From his backyard in Edina, Ralph Zickert has been watching all summer as curly-leaf pondweed grew in dark patches across Lake Cornelia.

Zickert and many of his neighbors on the lake have been frustrated with the slow progress in cleaning up the lake, especially after city officials this year decided against killing the invasive pondweed as it has done since an infestation several years ago choked the lake.

"It was a mass of green. It was a mat," Zickert recalled. "You couldn't boat across."

Zickert said he and other lakefront residents worry the pondweed will get that bad again. They're especially concerned that the weed's decomposition will release nutrients that will lead to an algal bloom.

Pondweed — which has leaves like lasagna noodles — along with sometimes-toxic blue-green algae and a stubborn population of nonnative goldfish, are the visible problems that have contributed to Lake Cornelia's listing as an impaired water by the Minnesota Pollution Control Agency. The Nine Mile Creek Watershed District and the city have been working since 2017 on ways to clean up Lake Cornelia, including a new $1.5 million storm water filtration system, but it's hard and inexact work.

Curly-leaf pondweed is a tricky plant, said Jessica VanDerWerff Wilson, Edina's water resources manager. The invasive weed has a tendency to choke out the native plants that fish and other lake animals need. But the Minnesota Department of Natural Resources has said it's unlikely the state will ever totally get rid of it.

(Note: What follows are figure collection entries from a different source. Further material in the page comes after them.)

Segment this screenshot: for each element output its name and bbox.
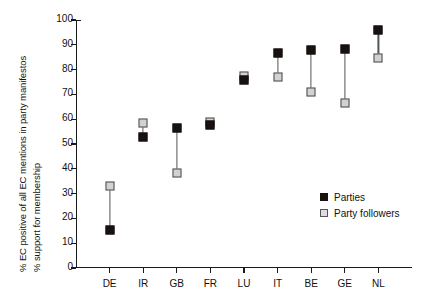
data-point-parties-de (105, 225, 114, 234)
data-point-parties-gb (172, 123, 181, 132)
data-point-parties-ge (340, 44, 349, 53)
y-axis-tick-label: 60 (62, 112, 73, 124)
connector-line-ge (344, 49, 345, 104)
legend-swatch-parties-icon (320, 193, 328, 201)
x-axis-tick-label-it: IT (273, 278, 282, 290)
y-axis-tick-label: 70 (62, 87, 73, 99)
y-axis-tick-label: 40 (62, 162, 73, 174)
x-axis-tick (143, 268, 144, 273)
data-point-party-followers-ge (340, 99, 349, 108)
data-point-party-followers-it (273, 73, 282, 82)
y-axis-title: % EC positive of all EC mentions in part… (0, 0, 46, 280)
y-axis-title-line-1: % EC positive of all EC mentions in part… (17, 56, 28, 272)
x-axis-tick (176, 268, 177, 273)
y-axis-title-line-2: % support for membership (31, 163, 42, 272)
legend-item-parties: Parties (320, 190, 400, 204)
x-axis-tick-label-ir: IR (138, 278, 148, 290)
x-axis-tick-label-ge: GE (338, 278, 352, 290)
legend-swatch-party-followers-icon (320, 209, 328, 217)
x-axis-tick-label-de: DE (103, 278, 117, 290)
x-axis-tick-label-be: BE (305, 278, 318, 290)
x-axis-tick (109, 268, 110, 273)
data-point-party-followers-ir (139, 118, 148, 127)
chart-legend: Parties Party followers (320, 190, 400, 222)
plot-area: 0102030405060708090100 DEIRGBFRLUITBEGEN… (76, 20, 412, 268)
y-axis-tick-label: 20 (62, 211, 73, 223)
x-axis-tick (243, 268, 244, 273)
x-axis-tick-label-fr: FR (204, 278, 217, 290)
data-point-party-followers-de (105, 182, 114, 191)
connector-line-gb (176, 128, 177, 173)
y-axis-tick-label: 0 (67, 261, 73, 273)
data-point-party-followers-gb (172, 168, 181, 177)
x-axis-tick (277, 268, 278, 273)
x-axis-tick (311, 268, 312, 273)
x-axis-tick (378, 268, 379, 273)
x-axis-tick (344, 268, 345, 273)
y-axis-tick-label: 90 (62, 38, 73, 50)
data-point-parties-lu (240, 75, 249, 84)
data-point-party-followers-be (307, 87, 316, 96)
data-point-parties-be (307, 45, 316, 54)
data-point-parties-ir (139, 132, 148, 141)
connector-line-be (311, 50, 312, 92)
data-point-parties-nl (374, 25, 383, 34)
legend-label-parties: Parties (334, 192, 365, 203)
y-axis-tick-label: 100 (56, 13, 73, 25)
x-axis-tick (210, 268, 211, 273)
y-axis-tick-label: 10 (62, 236, 73, 248)
x-axis-tick-label-lu: LU (238, 278, 251, 290)
connector-line-de (109, 186, 110, 229)
data-point-parties-it (273, 49, 282, 58)
data-point-parties-fr (206, 121, 215, 130)
y-axis-tick-label: 50 (62, 137, 73, 149)
y-axis-tick-label: 30 (62, 187, 73, 199)
legend-label-party-followers: Party followers (334, 208, 400, 219)
x-axis-tick-label-nl: NL (372, 278, 385, 290)
y-axis-tick-label: 80 (62, 63, 73, 75)
chart-container: % EC positive of all EC mentions in part… (0, 0, 426, 307)
x-axis-tick-label-gb: GB (170, 278, 184, 290)
legend-item-party-followers: Party followers (320, 206, 400, 220)
data-point-party-followers-nl (374, 54, 383, 63)
y-axis-top-cap-tick (76, 20, 81, 21)
y-axis-line (76, 20, 77, 268)
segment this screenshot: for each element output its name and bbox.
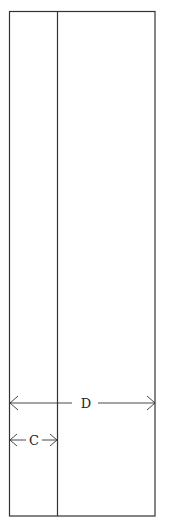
- dimension-c-label: C: [29, 433, 39, 448]
- dimension-d-label: D: [81, 396, 91, 411]
- dimension-d: D: [10, 396, 155, 411]
- diagram-canvas: D C: [0, 0, 169, 521]
- dimension-c: C: [10, 433, 57, 448]
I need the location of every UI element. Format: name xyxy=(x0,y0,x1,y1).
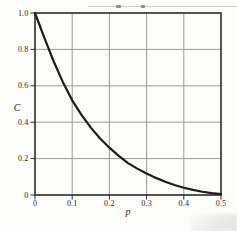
x-tick-label: 0.2 xyxy=(104,199,115,208)
y-tick-label: 0.4 xyxy=(18,118,29,127)
x-axis-label: p xyxy=(125,206,131,217)
x-tick-label: 0.1 xyxy=(67,199,78,208)
y-tick-label: 0.6 xyxy=(18,81,29,90)
line-chart: 00.10.20.30.40.500.20.40.60.81.0pC xyxy=(0,0,237,231)
x-tick-label: 0.3 xyxy=(141,199,152,208)
scanned-chart-figure: 00.10.20.30.40.500.20.40.60.81.0pC xyxy=(0,0,237,231)
x-tick-label: 0.4 xyxy=(178,199,189,208)
y-tick-label: 0.2 xyxy=(18,154,29,163)
x-tick-label: 0 xyxy=(33,199,37,208)
y-tick-label: 0 xyxy=(24,191,28,200)
y-tick-label: 1.0 xyxy=(18,9,29,18)
scan-artifact-smudge xyxy=(191,214,237,231)
x-tick-label: 0.5 xyxy=(216,199,227,208)
plot-frame xyxy=(35,13,221,195)
y-tick-label: 0.8 xyxy=(18,45,29,54)
data-curve xyxy=(35,13,221,194)
y-axis-label: C xyxy=(14,102,21,113)
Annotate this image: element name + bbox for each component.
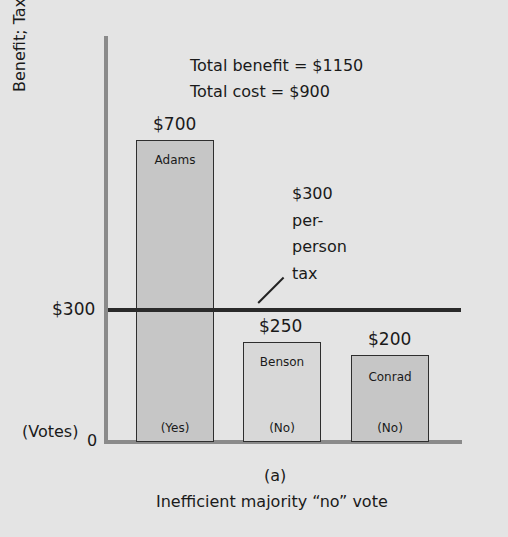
bar-value-conrad: $200 xyxy=(368,329,411,349)
total-cost-annotation: Total cost = $900 xyxy=(190,82,330,101)
tax-leader-line xyxy=(257,277,284,304)
bar-vote-benson: (No) xyxy=(244,421,320,435)
tax-note-line-4: tax xyxy=(292,261,347,288)
bar-value-adams: $700 xyxy=(153,114,196,134)
origin-label: 0 xyxy=(87,431,97,450)
tax-note: $300 per- person tax xyxy=(292,181,347,287)
tax-reference-line xyxy=(108,308,461,312)
bar-value-benson: $250 xyxy=(259,316,302,336)
bar-benson: Benson (No) xyxy=(243,342,321,442)
bar-vote-adams: (Yes) xyxy=(137,421,213,435)
tax-tick-label: $300 xyxy=(52,299,95,319)
tax-note-line-3: person xyxy=(292,234,347,261)
total-benefit-annotation: Total benefit = $1150 xyxy=(190,56,363,75)
tax-note-line-2: per- xyxy=(292,208,347,235)
bar-conrad: Conrad (No) xyxy=(351,355,429,442)
chart-caption: Inefficient majority “no” vote xyxy=(156,492,388,511)
bleed-through-texture xyxy=(0,0,508,537)
bar-name-adams: Adams xyxy=(137,153,213,167)
bar-name-conrad: Conrad xyxy=(352,370,428,384)
bar-name-benson: Benson xyxy=(244,355,320,369)
y-axis-label: Benefit; Tax xyxy=(10,0,29,92)
votes-label: (Votes) xyxy=(22,422,78,441)
bar-vote-conrad: (No) xyxy=(352,421,428,435)
y-axis xyxy=(104,36,108,444)
panel-label: (a) xyxy=(264,466,286,485)
bar-adams: Adams (Yes) xyxy=(136,140,214,442)
tax-note-line-1: $300 xyxy=(292,181,347,208)
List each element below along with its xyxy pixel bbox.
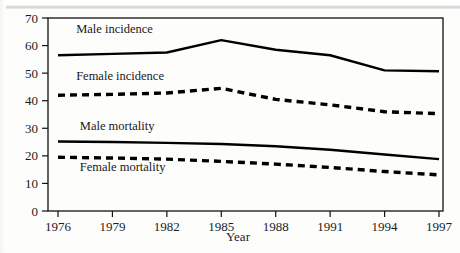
series-line-male-incidence: [58, 40, 439, 71]
series-label-female-mortality: Female mortality: [80, 160, 166, 174]
x-tick-label: 1994: [372, 219, 399, 234]
y-tick-label: 30: [25, 121, 38, 136]
x-tick-label: 1991: [317, 219, 343, 234]
y-tick-label: 40: [25, 93, 38, 108]
series-lines: [58, 40, 439, 175]
x-tick-label: 1979: [99, 219, 125, 234]
figure-panel: 010203040506070 197619791982198519881991…: [0, 0, 460, 253]
x-tick-label: 1988: [263, 219, 289, 234]
series-label-male-mortality: Male mortality: [80, 119, 155, 133]
series-line-male-mortality: [58, 142, 439, 160]
y-tick-label: 10: [25, 176, 38, 191]
plot-frame: [48, 18, 443, 211]
y-tick-label: 50: [25, 66, 38, 81]
x-tick-label: 1997: [426, 219, 453, 234]
line-chart: 010203040506070 197619791982198519881991…: [0, 0, 460, 253]
y-tick-label: 70: [25, 11, 38, 26]
y-tick-label: 0: [32, 204, 39, 219]
x-tick-label: 1982: [154, 219, 180, 234]
series-inline-labels: Male incidenceFemale incidenceMale morta…: [76, 22, 166, 174]
x-axis-title: Year: [226, 229, 251, 244]
y-tick-label: 20: [25, 148, 38, 163]
y-tick-label: 60: [25, 38, 38, 53]
series-label-male-incidence: Male incidence: [76, 22, 153, 36]
series-line-female-incidence: [58, 88, 439, 113]
x-tick-label: 1976: [45, 219, 72, 234]
series-label-female-incidence: Female incidence: [76, 69, 164, 83]
y-axis-ticks: 010203040506070: [25, 11, 48, 219]
plot-border: [48, 18, 443, 211]
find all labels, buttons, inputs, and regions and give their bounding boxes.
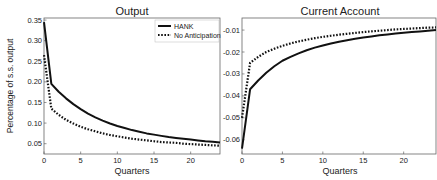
x-tick-label: 10 bbox=[113, 156, 121, 165]
x-tick-label: 5 bbox=[79, 156, 83, 165]
chart-title: Current Account bbox=[301, 5, 380, 17]
x-tick-label: 5 bbox=[280, 156, 284, 165]
x-axis-label: Quarters bbox=[114, 166, 150, 176]
x-tick-label: 20 bbox=[186, 156, 194, 165]
legend-label-hank: HANK bbox=[174, 23, 194, 30]
y-tick-label: -0.06 bbox=[223, 135, 240, 144]
chart-title: Output bbox=[115, 5, 148, 17]
y-tick-label: 0.05 bbox=[27, 139, 42, 148]
legend: HANK No Anticipation bbox=[155, 20, 221, 42]
x-tick-label: 0 bbox=[240, 156, 244, 165]
y-tick-label: 0.15 bbox=[27, 98, 42, 107]
y-tick-label: -0.05 bbox=[223, 113, 240, 122]
x-tick-label: 10 bbox=[319, 156, 327, 165]
x-axis-label: Quarters bbox=[322, 166, 358, 176]
x-tick-label: 20 bbox=[399, 156, 407, 165]
y-tick-label: 0.20 bbox=[27, 77, 42, 86]
output-chart: Output 0.050.100.150.200.250.300.35 0510… bbox=[5, 5, 221, 176]
current-account-chart: Current Account -0.06-0.05-0.04-0.03-0.0… bbox=[223, 5, 436, 176]
y-tick-label: 0.35 bbox=[27, 16, 42, 25]
figure: Output 0.050.100.150.200.250.300.35 0510… bbox=[0, 0, 437, 180]
y-axis-ticks: -0.06-0.05-0.04-0.03-0.02-0.01 bbox=[223, 26, 245, 145]
y-axis-label: Percentage of s.s. output bbox=[5, 38, 15, 133]
y-tick-label: 0.25 bbox=[27, 57, 42, 66]
y-tick-label: 0.30 bbox=[27, 36, 42, 45]
y-tick-label: -0.01 bbox=[223, 26, 240, 35]
y-tick-label: -0.02 bbox=[223, 48, 240, 57]
x-tick-label: 15 bbox=[150, 156, 158, 165]
y-tick-label: 0.10 bbox=[27, 119, 42, 128]
x-tick-label: 0 bbox=[42, 156, 46, 165]
series-lines bbox=[242, 27, 436, 148]
y-tick-label: -0.04 bbox=[223, 91, 240, 100]
no-anticipation-line bbox=[44, 55, 220, 146]
x-axis-ticks: 05101520 bbox=[42, 152, 195, 166]
hank-line bbox=[242, 30, 436, 148]
plot-frame bbox=[242, 18, 436, 154]
x-axis-ticks: 05101520 bbox=[240, 152, 408, 166]
y-tick-label: -0.03 bbox=[223, 69, 240, 78]
x-tick-label: 15 bbox=[359, 156, 367, 165]
legend-label-no-anticipation: No Anticipation bbox=[174, 32, 221, 40]
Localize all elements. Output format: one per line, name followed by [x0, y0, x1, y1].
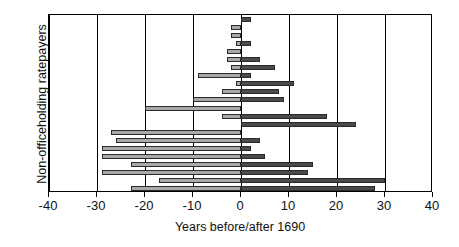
bar-segment-positive [241, 114, 327, 119]
x-tick-40 [432, 192, 433, 197]
bar-row [49, 81, 431, 86]
bar-segment-positive [241, 97, 284, 102]
x-axis-title: Years before/after 1690 [48, 220, 432, 234]
bar-segment-positive [241, 138, 260, 143]
bar-segment-negative [102, 170, 241, 175]
bar-segment-positive [241, 73, 251, 78]
plot-area [48, 14, 432, 192]
bar-segment-positive [241, 122, 356, 127]
bar-segment-negative [231, 65, 241, 70]
x-tick-label-30: 30 [364, 198, 404, 213]
bar-segment-positive [241, 17, 251, 22]
bar-segment-positive [241, 178, 385, 183]
bar-row [49, 33, 431, 38]
bar-segment-negative [102, 146, 241, 151]
x-tick-10 [288, 192, 289, 197]
x-tick-label--40: -40 [28, 198, 68, 213]
x-axis-tick-labels: -40-30-20-10010203040 [0, 198, 459, 216]
x-tick-label-20: 20 [316, 198, 356, 213]
bar-row [49, 130, 431, 135]
bar-row [49, 97, 431, 102]
bar-segment-negative [198, 73, 241, 78]
x-tick--10 [192, 192, 193, 197]
bar-segment-negative [231, 25, 241, 30]
bar-row [49, 49, 431, 54]
bar-segment-negative [193, 97, 241, 102]
bar-segment-positive [241, 146, 251, 151]
x-tick-30 [384, 192, 385, 197]
bar-segment-negative [227, 57, 241, 62]
bar-row [49, 57, 431, 62]
bar-segment-negative [222, 89, 241, 94]
bar-segment-positive [241, 170, 308, 175]
bar-row [49, 73, 431, 78]
x-tick--30 [96, 192, 97, 197]
bar-row [49, 41, 431, 46]
bar-row [49, 25, 431, 30]
bar-segment-negative [116, 138, 241, 143]
bar-chart: Non-officeholding ratepayers -40-30-20-1… [0, 0, 459, 247]
bar-segment-negative [102, 154, 241, 159]
bar-segment-negative [231, 33, 241, 38]
bar-segment-negative [131, 162, 241, 167]
bar-row [49, 17, 431, 22]
bar-row [49, 122, 431, 127]
bar-segment-negative [159, 178, 241, 183]
bar-segment-positive [241, 41, 251, 46]
bar-segment-negative [227, 49, 241, 54]
bar-row [49, 162, 431, 167]
x-tick-label-40: 40 [412, 198, 452, 213]
bar-segment-negative [131, 186, 241, 191]
bar-segment-positive [241, 89, 279, 94]
bar-series [49, 15, 431, 191]
x-tick-label--10: -10 [172, 198, 212, 213]
bar-segment-positive [241, 57, 260, 62]
bar-segment-negative [145, 106, 241, 111]
x-tick-0 [240, 192, 241, 197]
bar-segment-positive [241, 162, 313, 167]
bar-row [49, 146, 431, 151]
bar-row [49, 154, 431, 159]
bar-segment-positive [241, 186, 375, 191]
bar-row [49, 138, 431, 143]
x-tick-20 [336, 192, 337, 197]
bar-segment-negative [222, 114, 241, 119]
bar-segment-positive [241, 81, 294, 86]
bar-segment-positive [241, 154, 265, 159]
bar-row [49, 106, 431, 111]
x-tick-label-0: 0 [220, 198, 260, 213]
x-tick-label-10: 10 [268, 198, 308, 213]
x-tick--40 [48, 192, 49, 197]
x-tick-label--20: -20 [124, 198, 164, 213]
bar-row [49, 178, 431, 183]
bar-row [49, 65, 431, 70]
x-tick-label--30: -30 [76, 198, 116, 213]
x-tick--20 [144, 192, 145, 197]
bar-segment-negative [111, 130, 241, 135]
bar-segment-positive [241, 65, 275, 70]
bar-row [49, 186, 431, 191]
bar-row [49, 114, 431, 119]
bar-row [49, 170, 431, 175]
bar-row [49, 89, 431, 94]
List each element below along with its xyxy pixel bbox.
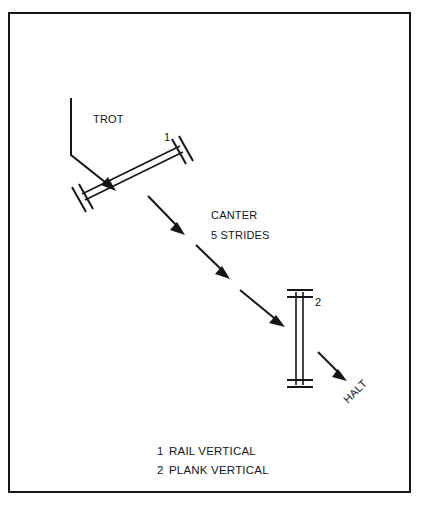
jump-course-diagram: TROT 1 CANTER 5 STRIDES (0, 0, 423, 505)
trot-label: TROT (93, 113, 124, 125)
canter-arrow-2 (196, 245, 230, 279)
jump-1-number-label: 1 (164, 131, 170, 143)
legend: 1 RAIL VERTICAL 2 PLANK VERTICAL (157, 445, 269, 476)
strides-label: 5 STRIDES (211, 229, 270, 241)
canter-arrow-3 (240, 290, 285, 327)
jump-2-plank-vertical (287, 290, 313, 387)
jump-2-number-label: 2 (315, 296, 321, 308)
halt-label: HALT (341, 377, 369, 405)
legend-item-1-number: 1 (157, 445, 164, 457)
jump-1-rail-vertical (72, 136, 193, 212)
canter-arrow-1 (148, 196, 185, 235)
course-canvas: TROT 1 CANTER 5 STRIDES (0, 0, 423, 505)
halt-exit-arrow (318, 352, 347, 381)
legend-item-2-name: PLANK VERTICAL (169, 464, 269, 476)
legend-item-2-number: 2 (157, 464, 164, 476)
trot-approach-arrow (71, 98, 116, 191)
canter-label: CANTER (211, 209, 257, 221)
legend-item-1-name: RAIL VERTICAL (169, 445, 256, 457)
diagram-border (9, 13, 410, 492)
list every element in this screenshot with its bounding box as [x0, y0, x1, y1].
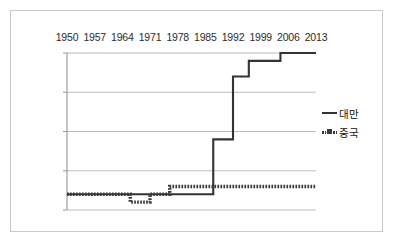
- legend-marker-solid-line-icon: [322, 108, 337, 118]
- chart-legend: 대만중국: [322, 106, 359, 144]
- legend-marker-dotted-square-line-icon: [322, 127, 337, 137]
- legend-label: 대만: [339, 106, 359, 121]
- chart-screenshot: 1950195719641971197819851992199920062013…: [0, 0, 395, 244]
- series-line-0: [67, 53, 316, 194]
- legend-item-중국[interactable]: 중국: [322, 125, 359, 139]
- legend-item-대만[interactable]: 대만: [322, 106, 359, 120]
- legend-label: 중국: [339, 125, 359, 140]
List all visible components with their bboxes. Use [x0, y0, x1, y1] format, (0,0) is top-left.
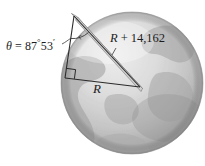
theta-symbol: θ — [6, 39, 12, 53]
hypotenuse-variable: R — [110, 31, 118, 45]
hypotenuse-operator: + — [121, 31, 128, 45]
theta-equals: = — [15, 39, 22, 53]
base-label: R — [93, 82, 101, 95]
theta-leader-line — [62, 39, 71, 45]
angle-theta-label: θ=87°53′ — [6, 38, 55, 52]
theta-degrees-value: 87 — [25, 39, 37, 53]
hypotenuse-value: 14,162 — [131, 31, 165, 45]
figure-container: θ=87°53′ R+14,162 R — [0, 0, 205, 166]
theta-minutes-value: 53 — [41, 39, 53, 53]
minute-sign-icon: ′ — [53, 37, 55, 47]
hypotenuse-label: R+14,162 — [110, 32, 165, 45]
geometry-figure-svg — [0, 0, 205, 166]
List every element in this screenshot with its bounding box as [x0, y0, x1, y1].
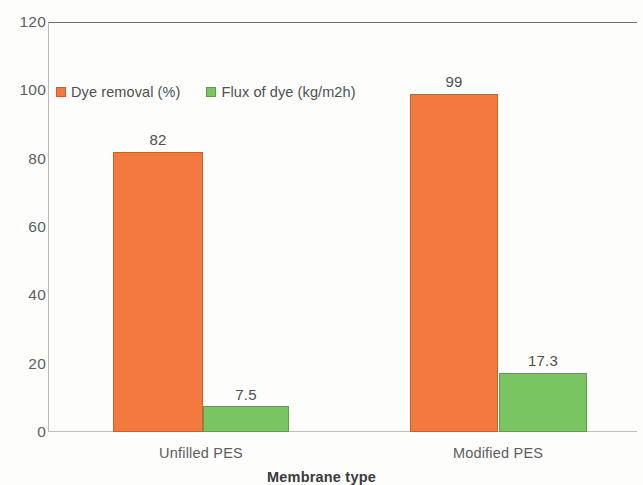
y-tick-label: 0 — [4, 424, 46, 440]
legend: Dye removal (%) Flux of dye (kg/m2h) — [56, 85, 356, 100]
y-tick-label: 100 — [4, 83, 46, 99]
legend-label: Flux of dye (kg/m2h) — [221, 85, 355, 100]
legend-label: Dye removal (%) — [71, 85, 180, 100]
bar-value-label: 7.5 — [235, 387, 256, 402]
y-tick-label: 120 — [4, 14, 46, 30]
bar-dye-removal-modified-pes[interactable] — [410, 94, 498, 432]
bar-dye-removal-unfilled-pes[interactable] — [113, 152, 203, 432]
y-axis: 120 100 80 60 40 20 0 — [0, 0, 46, 485]
y-tick-label: 60 — [4, 219, 46, 235]
legend-swatch-icon — [56, 87, 66, 97]
x-tick-label-unfilled-pes: Unfilled PES — [159, 446, 243, 461]
y-tick-label: 80 — [4, 151, 46, 167]
legend-item-flux[interactable]: Flux of dye (kg/m2h) — [206, 85, 355, 100]
x-tick-label-modified-pes: Modified PES — [453, 446, 543, 461]
bar-value-label: 82 — [149, 132, 166, 147]
x-axis-title: Membrane type — [0, 470, 643, 485]
bar-flux-unfilled-pes[interactable] — [203, 406, 289, 432]
bar-value-label: 99 — [445, 74, 462, 89]
bar-chart: 120 100 80 60 40 20 0 82 7.5 99 17.3 Dye… — [0, 0, 643, 485]
y-tick-label: 20 — [4, 356, 46, 372]
legend-item-dye-removal[interactable]: Dye removal (%) — [56, 85, 180, 100]
legend-swatch-icon — [206, 87, 216, 97]
bar-flux-modified-pes[interactable] — [499, 373, 587, 432]
y-tick-label: 40 — [4, 288, 46, 304]
bar-value-label: 17.3 — [528, 353, 558, 368]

"We agree that curly-leaf pondweed needs to be controlled," Wilson said, but she added that overly aggressive efforts at eradication would hurt native plants. She said residents are looking for guidance on further clean-water goals to the City Council, which is set to start talking about the issues at a meeting Tuesday.

Watershed District Administrator Randy Anhorn said any effort to repair a lake that has taken decades of abuse is going to be slow.

"It's going to take a while for it to bounce back," he said.

According to the U.S. Geological Survey, curly-leaf pondweed was first spotted in Minnesota in 1901, but it's come to widespread public attention only within the past 30 years. Locations across the state have reported significant pondweed infestations in the past few years, with increasing use of aquatic herbicide services to manage it.

Pondweed germinates in the winter, Wilson said. There's a narrow window of time in the early spring in which herbicide can be used to kill it, just after ice-out and before native plants start growing.

A mid-May survey found little pondweed, Wilson said, so Edina opted not to use herbicide on the lake this year. Unfortunately, a late June survey by the Nine Mile Creek Watershed District found pondweed flourishing.

Wilson and Anhorn both guessed that last winter's snow and a cloudy spring meant there was little sunlight available for the pondweed early in the season. There was not enough pondweed to justify treatment with herbicide in May, Wilson said.

But weeks later, the weeds had taken off. A watershed district survey of the lake found Lake Cornelia replete with pondweed by late June.

At this point in the summer, pondweed is dying and its decomposition is releasing phosphorus — priming the lake for a blue-green algae bloom, which has prompted watershed district officials to warn people away from Lake Cornelia nearly every summer for the past several years.

Anhorn said that while pondweed is an issue, the runoff from pavement and yards is still the biggest problem for Cornelia. Water flows across Southdale parking lots, Crosstown Hwy. 62, busy 66th Street and dozens of local roads into the lake. The decades of runoff have taken their toll.

"That wetland, which is now a lake, has taken 60 years of abuse, runoff, sediment and everything going into the lake," he said.